As manufacturers, we care what the set-top box specification says. We can actually produce any box to any specification. However, we remain duty-bound not to stand by idly when there is a deliberate distortion of facts, such as is happening now on the issue of the “return path” that would allow consumers to access the Internet on their TVs.
This is not a new issue; so much so that the set-top box specification that was published in 2009, the SA Bureau of Standards’ Sans 862, had catered entirely for the data access and a return path.
As far back as 2008, government, in its various ministries, was the one that first made a call for a return path to be included in the set-top boxes.

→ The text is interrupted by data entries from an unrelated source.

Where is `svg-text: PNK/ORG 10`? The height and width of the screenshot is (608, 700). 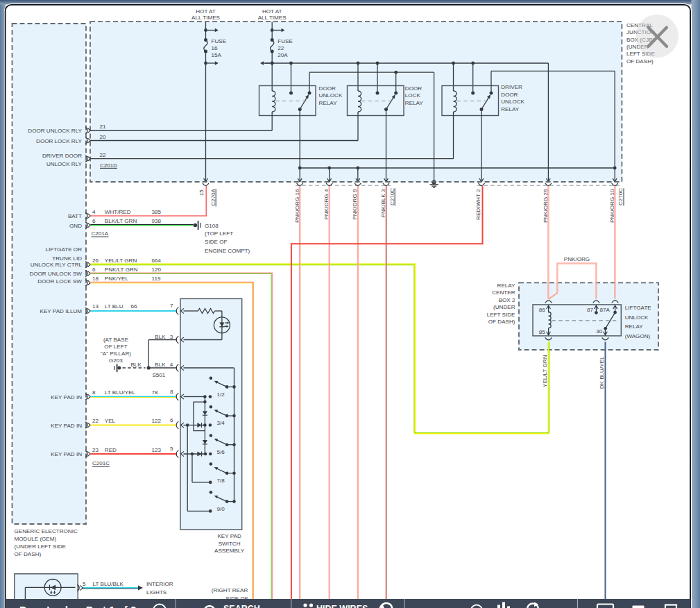 svg-text: PNK/ORG 10 is located at coordinates (612, 205).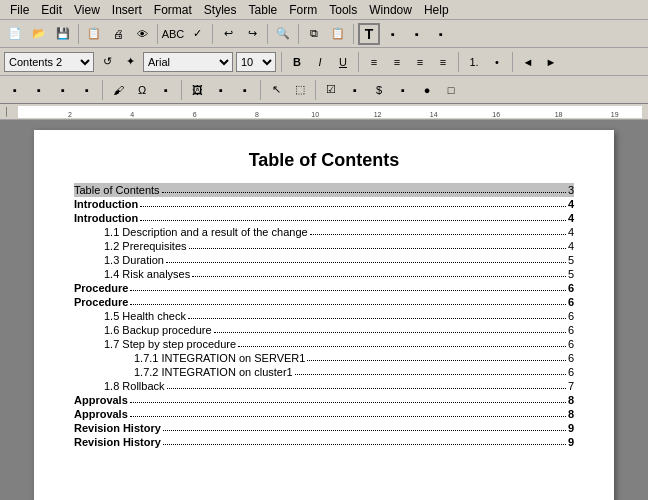 This screenshot has width=648, height=500. Describe the element at coordinates (15, 90) in the screenshot. I see `t3-btn1: ▪` at that location.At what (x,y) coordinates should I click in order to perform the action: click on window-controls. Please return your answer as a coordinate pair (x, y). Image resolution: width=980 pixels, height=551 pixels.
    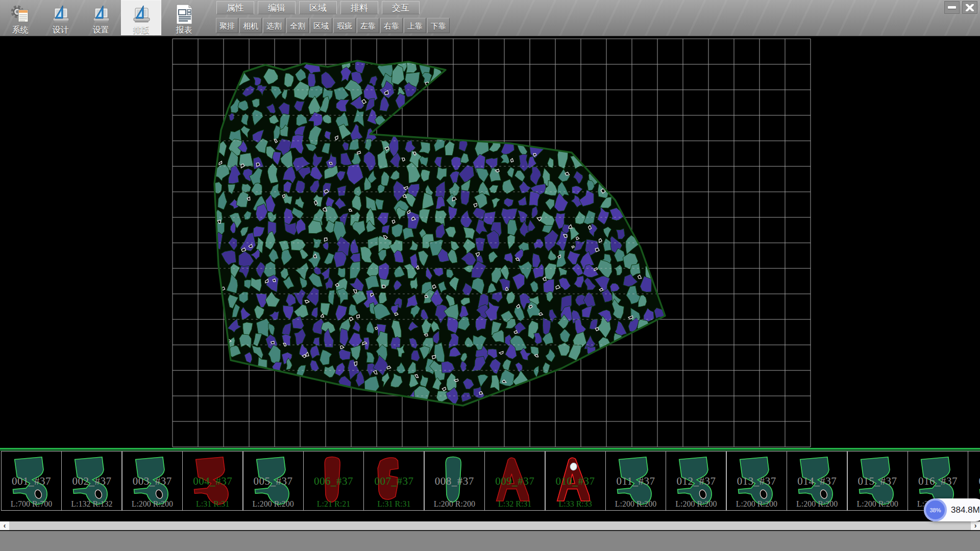
    Looking at the image, I should click on (961, 7). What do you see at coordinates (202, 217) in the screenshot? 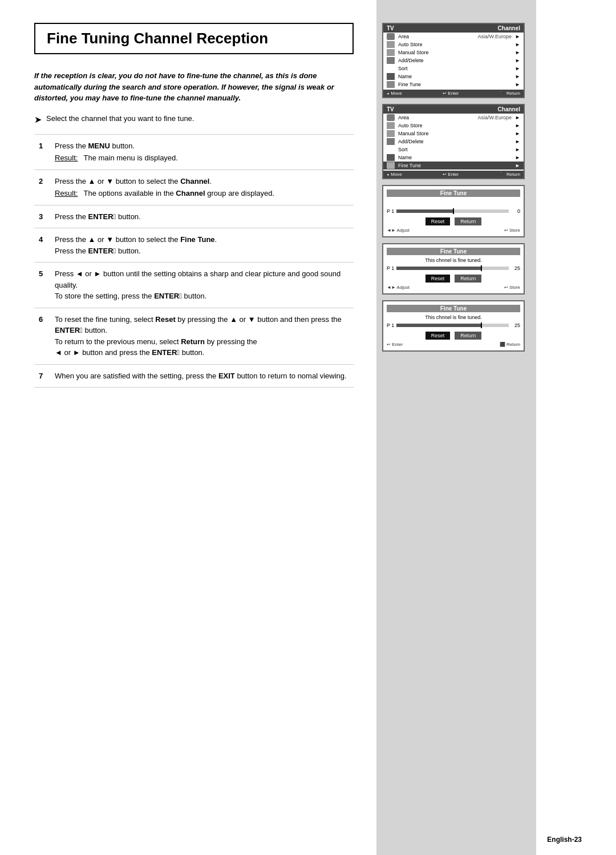
I see `step-content: Press the ENTER button.` at bounding box center [202, 217].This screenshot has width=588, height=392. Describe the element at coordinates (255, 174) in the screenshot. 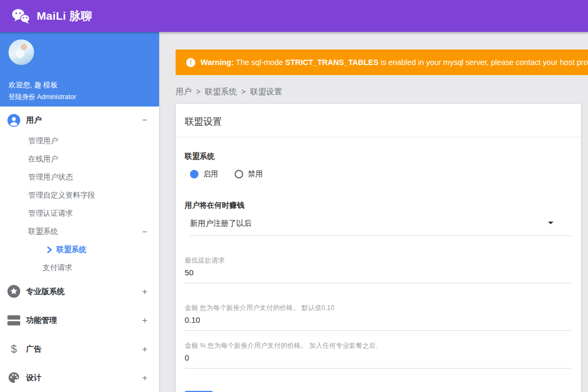

I see `radio-label: 禁用` at that location.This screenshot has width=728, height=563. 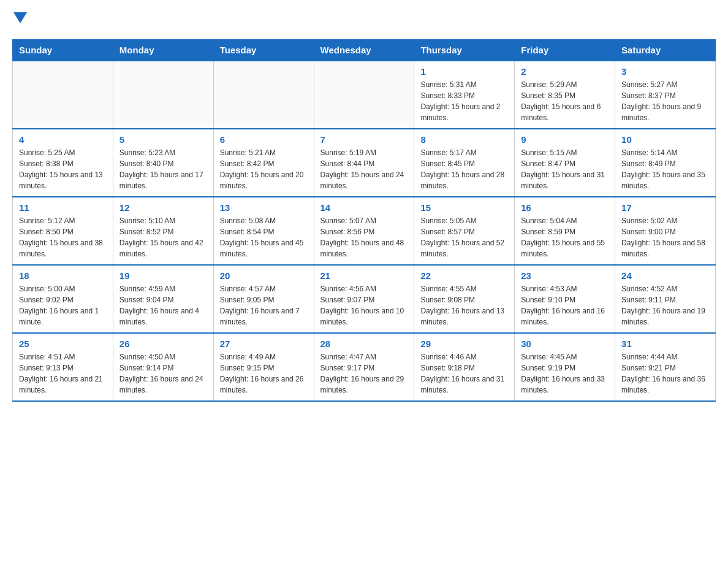 I want to click on weekday-header-row: SundayMondayTuesdayWednesdayThursdayFrid…, so click(x=364, y=50).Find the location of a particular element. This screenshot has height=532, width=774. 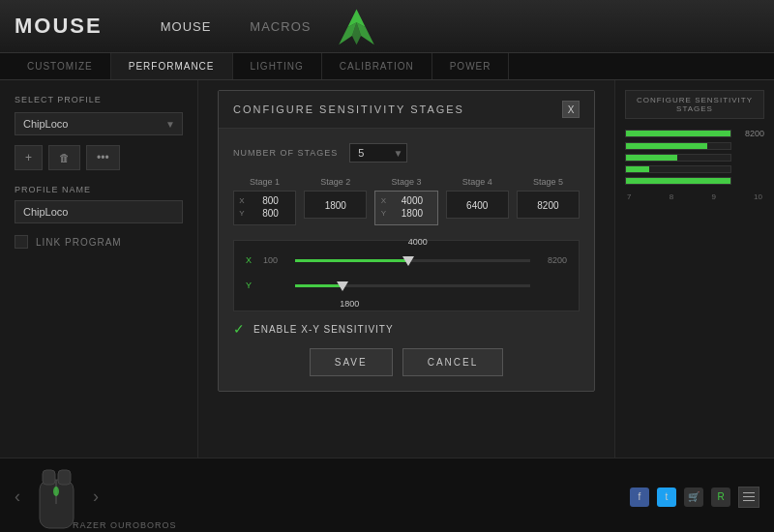

link-program-checkbox is located at coordinates (21, 242).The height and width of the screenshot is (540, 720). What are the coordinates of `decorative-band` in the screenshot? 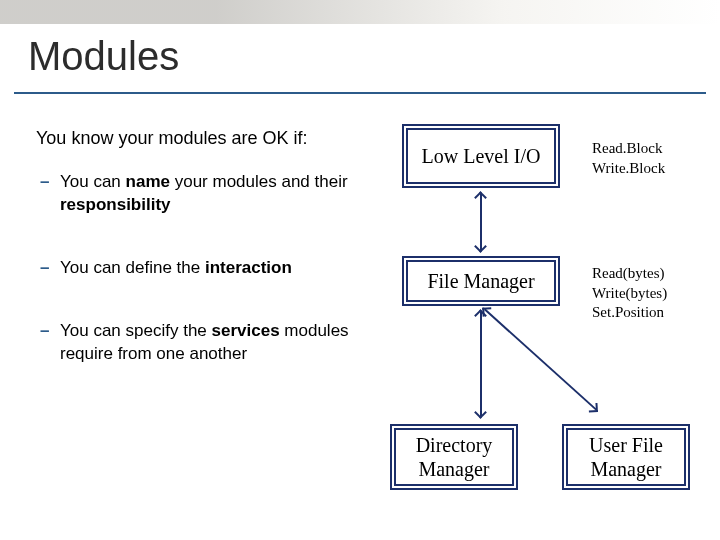 It's located at (360, 12).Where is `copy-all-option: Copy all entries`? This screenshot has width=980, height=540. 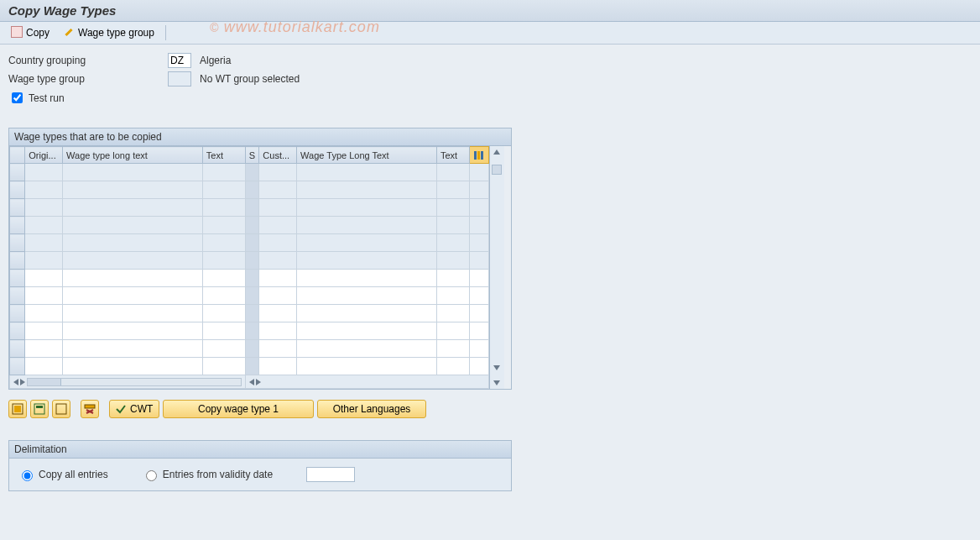 copy-all-option: Copy all entries is located at coordinates (63, 474).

It cited the provision of e-government services, such as health, education and home affairs, among others, as an added-value function in the boxes.
That is how the term “return path” became used and ultimately made it into the 2009 specification. It would, therefore, be unfair for anyone to claim that the inclusion of the data access capability in the set-to box spec is a fresh call. It is also ill-advised to suggest that this inclusion is instigated for by “some” manufacturers. We find it preposterous for people to now insinuate that the SA Communications Forum has belatedly woken up to suggest its inclusion.
So, what has happened between 2009 and 2012, you may ask, that has led to the contested data-access capability to be left out of the current specification?
First, the futile debate about the European DVB-T standard and the Japanese-Brazilian concoction, ISDB-T, ensued from September 2009. This threw a spanner in the digital broadcasting migration works and adversely affected manufacturers to various degrees. By the time the standards dispute was settled, SA had moved on from DVB-T to a newer generation, DVB-T2. This effectively rendered Sans 862 obsolete.
The second reason we do not have data access included in the specification is because M-Net and MultiChoice mounted a strong campaign against its inclusion in the specification. Obviously, it is not in their interests to participate in a process of creating potential competition for their business models.
The M-Net/MultiChoice standpoint is therefore not surprising; rather, the lack of counter views from the SABC is baffling. The public broadcaster stands to lose out at the absence of data access in the set-top boxes. M-Net/DStv decoders have the same Ethernet port, whose inclusion in the terrestrial decoders they so vehemently (and successfully) opposed. If anything, that should make anyone who follows the debate, including TechCentral’s Craig Wilson, think twice about the sincerity of some naysayers.
The third thing that happened, leading to the exclusion of the data access in the newer Sans 864 specification, was that some anonymous industry experts doubled as designers of the set-top box, outside of monitoring by the SA Bureau of Standards. Using their access to the media, these experts continued to make untested claims for and on behalf of the so-called “poorest of the poor”.
The clear intention of these experts for keeping the poor on the wrong side of the digital divide and in their abject poverty, by deploying substandard technologies, is bothersome. What these self-made spokespeople of the poor omit to say is that these communities are poor but not stupid. They will not accept any substandard technology imposed on them. Despite their circumstances, the poor will revolt against substandard services. We do not want to add the digital migration process and access to the Internet to the list of complaints.
SA has policies that aspire to grow our knowledge economy. Let’s not allow vested interests to stunt this growth. Africans generally, and South Africans specifically, do not follow global trends when it comes to technology consumption patterns. We concur with the SA Communications Forum that we must give all the people the option to access the Internet via the digital set-top boxes from the comfort of their homes.
- Muzi Makhaye is CEO of set-top box manufacturer ABT. The views expressed in this column are not necessarily shared by TechCentral.